The other side of Eva's family also had some cinematic form. Indeed, it can be said that cinema actually brought about her birth. Back in the late 1950s, the French author Robert Bresson was putting together a film called Pickpocket, co-financed by Svensk Filmindustri. To receive this Swedish money, he was forced to cast a number of Swedish actors, and one of them was Marika Green, Walter's older sister, then a student. She would horribly treated girlfriend of compulsive, self-destructive anti-hero games, redeeming him in the end (the film would be a huge influence on Paul Schrader's Taxi Driver). Come the mid-sixties, Bresson was making his classic Au Hasard, Balthazar for the same companies and required Sweden again. Getting in touch with the Green family - the only Sweden he knew in Paris - he came to Walter, who Bresson is famous for its use of non-actors, was quickly tossed. At the same time, Godard made Masculin, Feminin, a production financed by Svensk Filmindustri. The cast and crew of the two films would come into close contact, Godard gets it on with Balthazar star Anna Wiazemsky and Walter Green with Marlene Jobert.
So, given the background of her family, it was not surprising that actress Eva Green would be. But there was more to it than that - the controversial nature of her debut would also echoes of her family thespian past. Rider In The Rain, Marlene Jobert was raped by an escaped maniac, then killed him and lost her mind.
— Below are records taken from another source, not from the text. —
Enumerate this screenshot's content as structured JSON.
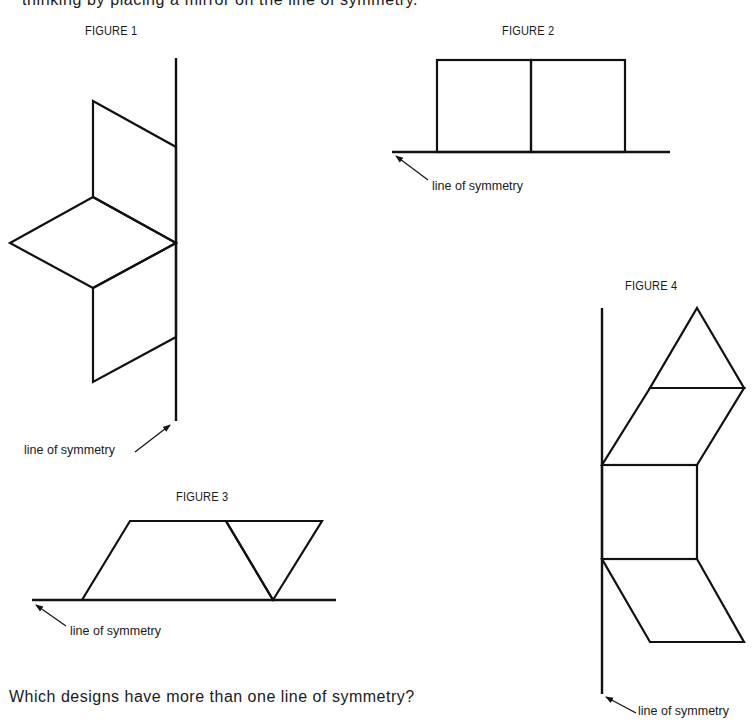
{
  "intro_text": "thinking by placing a mirror on the line of symmetry.",
  "figures": [
    {
      "title": "FIGURE 1",
      "symmetry_label": "line of symmetry",
      "axis": "vertical"
    },
    {
      "title": "FIGURE 2",
      "symmetry_label": "line of symmetry",
      "axis": "horizontal"
    },
    {
      "title": "FIGURE 3",
      "symmetry_label": "line of symmetry",
      "axis": "horizontal"
    },
    {
      "title": "FIGURE 4",
      "symmetry_label": "line of symmetry",
      "axis": "vertical"
    }
  ],
  "question": "Which designs have more than one line of symmetry?",
  "colors": {
    "stroke": "#111111",
    "background": "#ffffff"
  }
}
Maurice Pialat's 1972 classic Nous Ne Pas Ensemble Vieillirons she'd been confused and terrified mistress of an insane and brutal filmmaker. Both performances had caused a furore. Marika Green, meanwhile, which had appeared in the title role of The Girl Across The Way, co-written by Roman Polanski, and along Jobert in Rider On The Rain would also score a meaty role in Emmanuelle, a piece of soft porn innocence the biggest box office hit ever was France. Here Sylvia Kristel, playing the young wife of a diplomat, would erotic salvation in the arms of many, including lesbian archaeologist to search Green's before discovering that the ultimate turn-on is to be taken from behind by a sweaty Thai boxer . As if we did not already know. Given these performances, and much more, it was almost predictable that Eva's debut, The Dreamers, should be as sexually explicit.